Object storage and CDN

  • Serve processed images from a CDN (e.g. Scaleway Edge Services) in front of the bucket to cut origin load and latency.
  • Presigned uploads keep upload traffic off the API body size limits.
  • Favor immutable media object paths for high CDN hit ratios and safe long cache lifetimes.

Queue and workers

  • Scale worker concurrency (process count or container replicas) with queue depth and S3 throughput.
  • Use a DLQ for poison messages so retries do not block the main queue.
  • Worker processing is idempotent via DB status checks; this supports at-least-once queue delivery.
  • Separate permanent failures (unsupported/invalid media) from transient infra errors to prevent retry storms.

Rate limiting

Middleware enforces configurable limits (see config and http/middleware). Tune per route class (auth vs read vs write) under attack or growth.

  • IP limits protect unauthenticated endpoints (/auth/login, signup, health).
  • Trust-level limits protect authenticated actions and can scale by account maturity.
  • Monitor 429 rates by endpoint/action before increasing limits globally.
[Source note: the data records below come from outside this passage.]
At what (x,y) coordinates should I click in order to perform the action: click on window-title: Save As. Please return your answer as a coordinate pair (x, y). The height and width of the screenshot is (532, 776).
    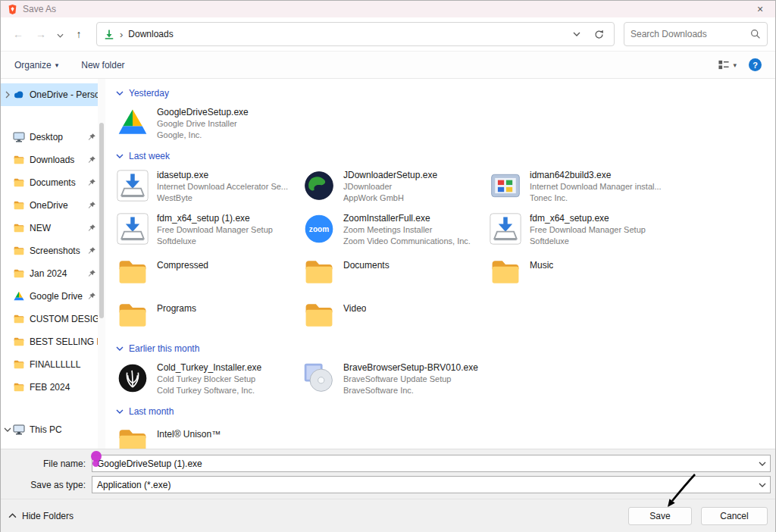
    Looking at the image, I should click on (39, 9).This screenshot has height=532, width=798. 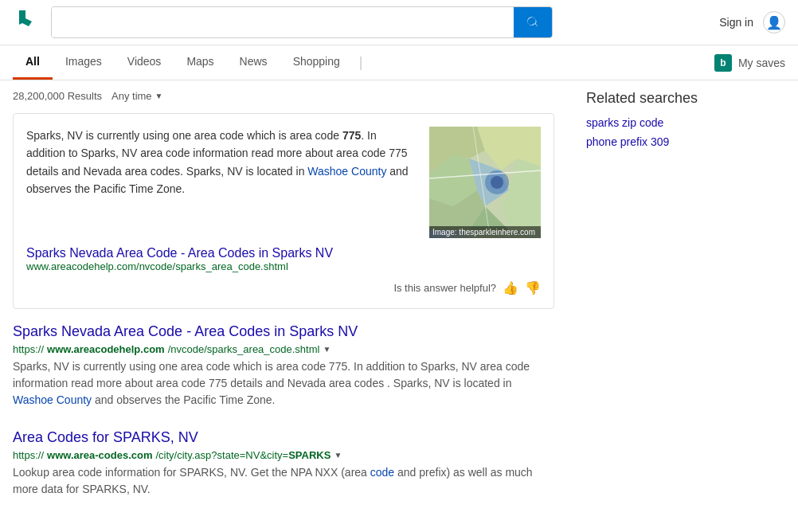 What do you see at coordinates (723, 63) in the screenshot?
I see `bing-small-icon: b` at bounding box center [723, 63].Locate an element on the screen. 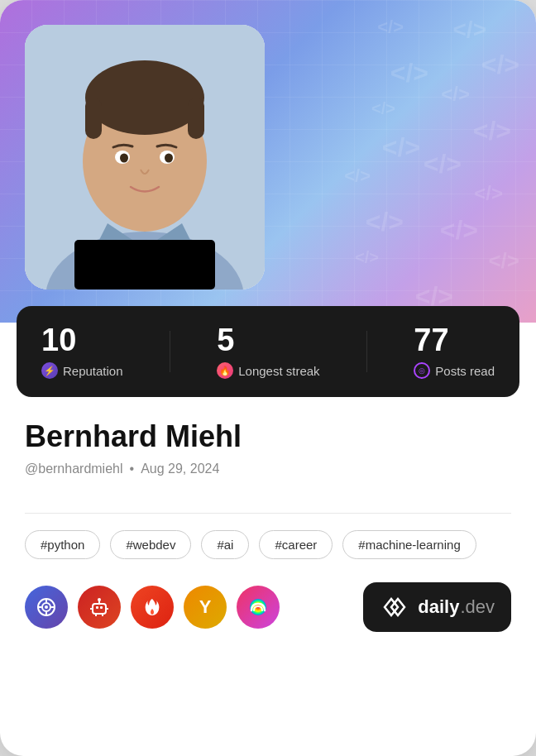 Image resolution: width=536 pixels, height=756 pixels. streak-label: 🔥 Longest streak is located at coordinates (268, 371).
Process modes and deployment shape

  • Run APP_MODE=api for web-serving instances.
  • Run APP_MODE=worker for dedicated queue consumers.
  • Use APP_MODE=combined only when operational simplicity matters more than fault isolation.
  • For event-driven/serverless ingestion, APP_MODE=serverless-worker exposes a minimal HTTP handler that executes a single media job payload.

Observability and safe rollouts

  • Expose /metrics and ingest request/latency/error and queue depth metrics.
  • Track feed cache hit rate, media-job success/failure mix, and DB pool saturation.
  • Roll out with canaries when changing middleware behavior, queue logic, or schema-heavy features.